_PROBLEM_
The answer consists of the lines from the line holding "Describe the element" through the last line of the entries, retyped exactly, and nothing else. No pictures belong in it.
[DATA FOR REVIEW — start]
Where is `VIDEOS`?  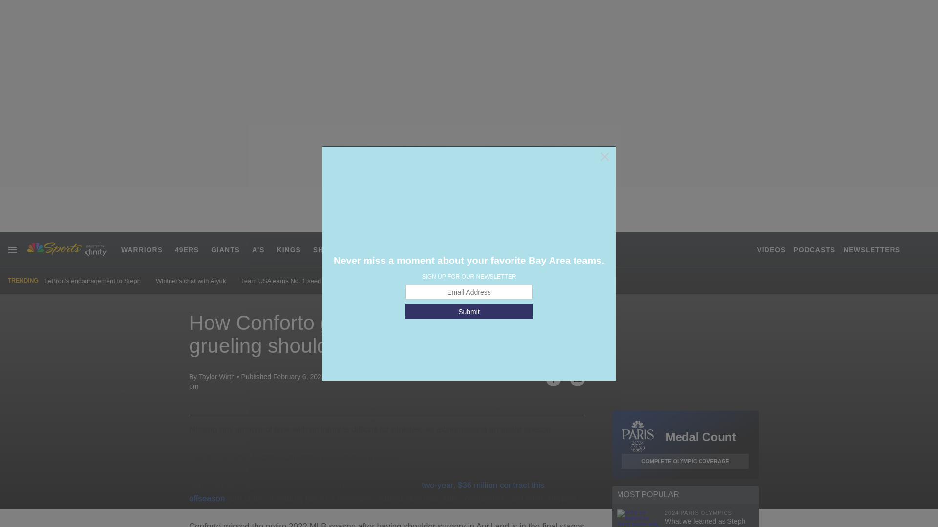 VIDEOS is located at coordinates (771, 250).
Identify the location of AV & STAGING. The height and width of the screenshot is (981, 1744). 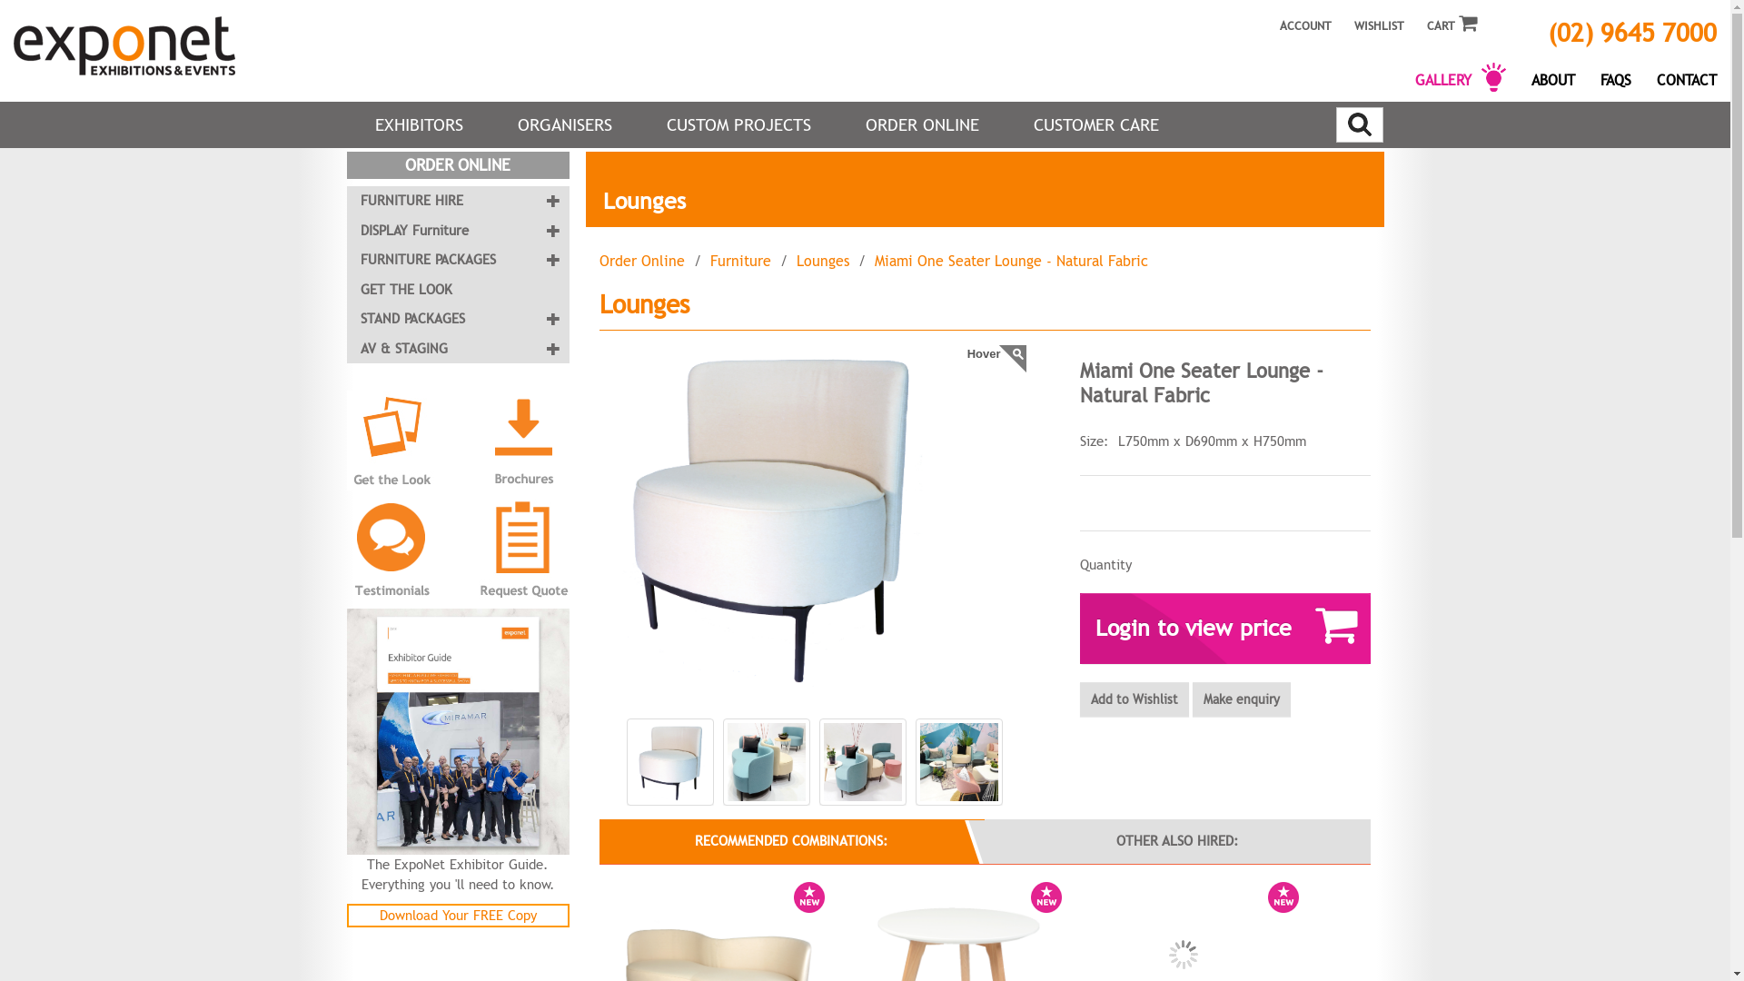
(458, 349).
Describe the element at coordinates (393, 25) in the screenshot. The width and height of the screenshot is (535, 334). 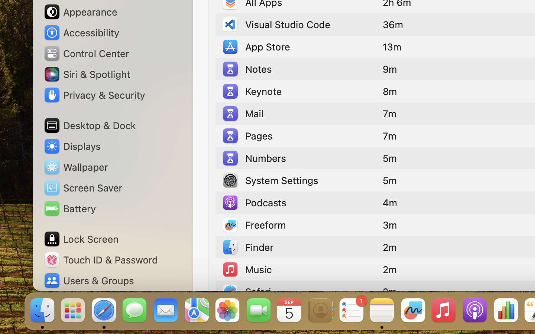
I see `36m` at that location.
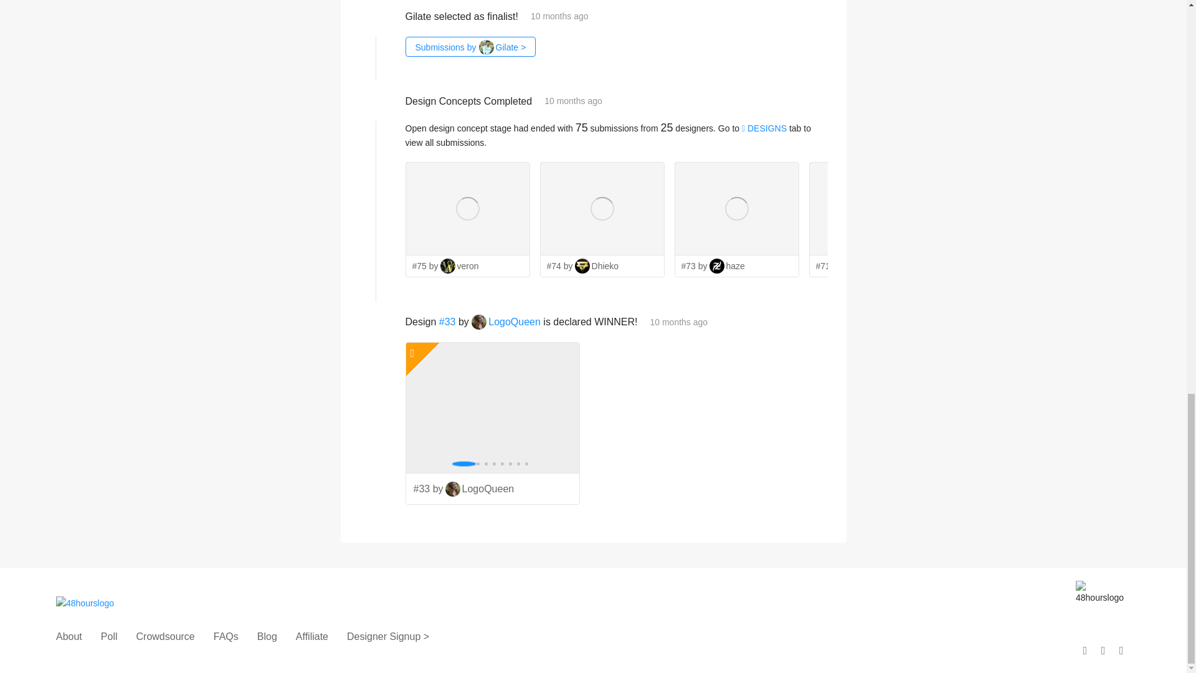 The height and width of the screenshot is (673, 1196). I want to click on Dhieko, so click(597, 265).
[DATA FOR REVIEW — finish]
_SOLUTION_
Describe the element at coordinates (393, 25) in the screenshot. The width and height of the screenshot is (535, 334). 
I see `36m` at that location.
 The height and width of the screenshot is (673, 1196). I want to click on Dhieko, so click(597, 265).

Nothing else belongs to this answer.